By Celeste Fraser Delgado/MOLI

Relief workers respond to Peruvian earthquake

Some things are simple. Your friend gets caught in the rain, so you lend her dry clothes and a warm blanket. Multiply that situation by, say, 150,000, and the gesture becomes more complicated. Last Wednesday an earthquake in Peru killed more than 600 people and left roughly 150,000 homeless. Help is pouring in from United Nations agencies, global relief organizations, individual countries, and humanitarians the world over. The challenge: how to deliver all those blankets, shoes, medicine, tents, and food to the right place, fast.

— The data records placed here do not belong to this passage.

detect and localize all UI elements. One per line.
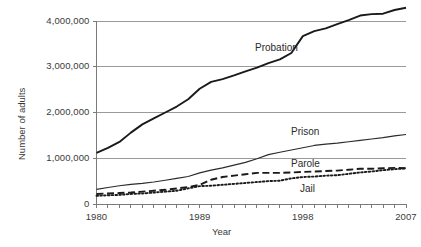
y-axis-tick-label: 0 bbox=[84, 198, 89, 209]
y-axis-tick-label: 1,000,000 bbox=[46, 152, 89, 163]
x-axis-tick-label: 1998 bbox=[263, 211, 343, 222]
y-axis-tick-label: 3,000,000 bbox=[46, 60, 89, 71]
series-label-jail: Jail bbox=[300, 183, 315, 194]
x-axis-title: Year bbox=[212, 226, 231, 237]
y-axis-tick-label: 4,000,000 bbox=[46, 15, 89, 26]
y-axis-tick-label: 2,000,000 bbox=[46, 106, 89, 117]
series-label-probation: Probation bbox=[255, 42, 298, 53]
series-label-prison: Prison bbox=[291, 126, 319, 137]
x-axis-tick-label: 1989 bbox=[160, 211, 240, 222]
y-axis-title: Number of adults bbox=[16, 88, 27, 160]
x-axis-tick-label: 2007 bbox=[366, 211, 421, 222]
x-axis-tick-label: 1980 bbox=[57, 211, 137, 222]
series-label-parole: Parole bbox=[291, 158, 320, 169]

According to MSNBC, the Peruvian government is trying to maintain strict control over more than $10 million in aid, including naval vessels full of drinking water, 600 tons of food, 90,000 chlorine tablets, and 25,000 energy bars from Ecuador. That move that has international agencies like Catholic Relief Services and Oxfam complaining to the Christian Science Monitor about "bottlenecks" in distribution. President Alan Garcia is receiving plenty of help with logistics, though, especially from the United Nations Office of Coordination of Humanitarian Affairs.

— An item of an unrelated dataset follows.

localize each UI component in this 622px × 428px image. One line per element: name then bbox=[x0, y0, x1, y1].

For OCHA, disasters are everyday. The agency's wonkish website, ReliefWeb, presents a matter-of-fact view of a world in crisis. Against a dull gray background, there's a map of Hurricane Dean bearing down on Jamaica; a shortlist of emergencies from Afghanistan to Swaziland; headlines announcing breaking catastrophes like "Typhoons Chase Millions of Chinese from Their Homes"; and a list of the latest natural disasters, where in just five days, Peru's earthquake has dropped to number three (behind Typhoon Sepat and Dean).
For each disaster, OCHA collects information from all the governments, NGOs, and individuals working in the area and publishes regular "situation reports."